I insert below the coat of arms of this french king.
You can easily notice the three crescents of moon.

[attachment=2386]

If you need to be completely convinced, here's another prophecy.
IV.77 : SELIN Monarque l'Italie pacifique.
IV.77 : SELIN King, Italy peaceful.

I hope that I changed your mind about Selin.
Selin refers to the moon and not to the salt.
Very interesting Paris, thank you. I was wondering how they got crescent from saline.
(25-09-2018, 09:48 AM)Paris Wrote: You are not allowed to view links. Register or Login to view.Hi Morten St. George,

I'm french and I know very well Nostradamus.

Allow me to write that you made a mistake (as many others) with the translation of the word "Seline".

This word is a false friend.

I know that "sel" in french means "salt" in english.

But Seline doesn't mean salty.
Salty is translated by "saline" in french.

Seline refers to the Moon.
The greek etymology of Seline is Séléné, sister of Helios (the Sun).

In Nostradamus prophecies, you can read :
VI.27 : le grand Chyren Selin
VI.27 : the great Chyren Selin
Chyren = Henry. Probably Henri the second, king of France (1519 - 1559).

I insert below the coat of arms of this french king.
You can easily notice the three crescents of moon.

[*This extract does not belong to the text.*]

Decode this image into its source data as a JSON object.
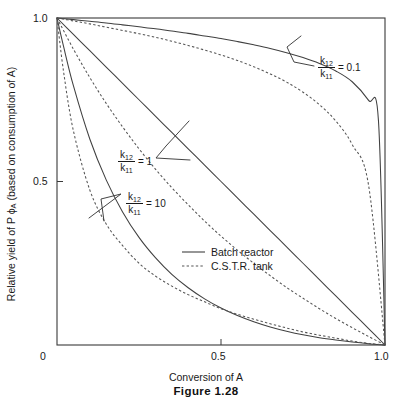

If you need to be completely convinced, here's another prophecy.
IV.77 : SELIN Monarque l'Italie pacifique.
IV.77 : SELIN King, Italy peaceful.

I hope that I changed your mind about Selin.
Selin refers to the moon and not to the salt.

Hi Paris,

Your logic is flawless and this is the type of criticism that I appreciate hearing.

It looks to me like the Rosicrucians wanted to link the Saline of prophecy V-35 with the "sel" of prophecy IX-49, so they made it Seline. See the closing paragraphs of my essay A Brief History of Solomon's Prophecies (mortenstgeorge.net) for an explanation of the potential usefulness of that link.

Often, when they do something off-beat, they give us a clarification nearby. Thus, in stanza V-38 (forward three stanzas) we find the word "Salique" (with capital S) which is the only appearance of that word in the prophecies. Although Salique does not mean Salty, we find justification therein to view Seline as Saline.
(25-09-2018, 06:46 AM)davidjackson Wrote: You are not allowed to view links. Register or Login to view.Morten, my Spanish is very near that of a native speaker. The RAE backs up my translation - at no point did I use Google translate.

Gosh. I completely forgot that you live in Spain!

I wrote a website in Spanish (mortenstgeorge.com) so I guess I might have made the mistake of quoting myself.

Keep in mind that, by my Rosetta Stone theory, the Nostradamus French is a translation of medieval Spanish extracted from the VMS, which Spanish would have been heavily Latinized, so it is justifiable to give consideration to the meanings of the etymological root of the words in question.

"Spanish, of course, is much closer to French than English so the translation should not go through English."

I only stuck in the English translation to help out those of you who are unfamiliar with French and Spanish.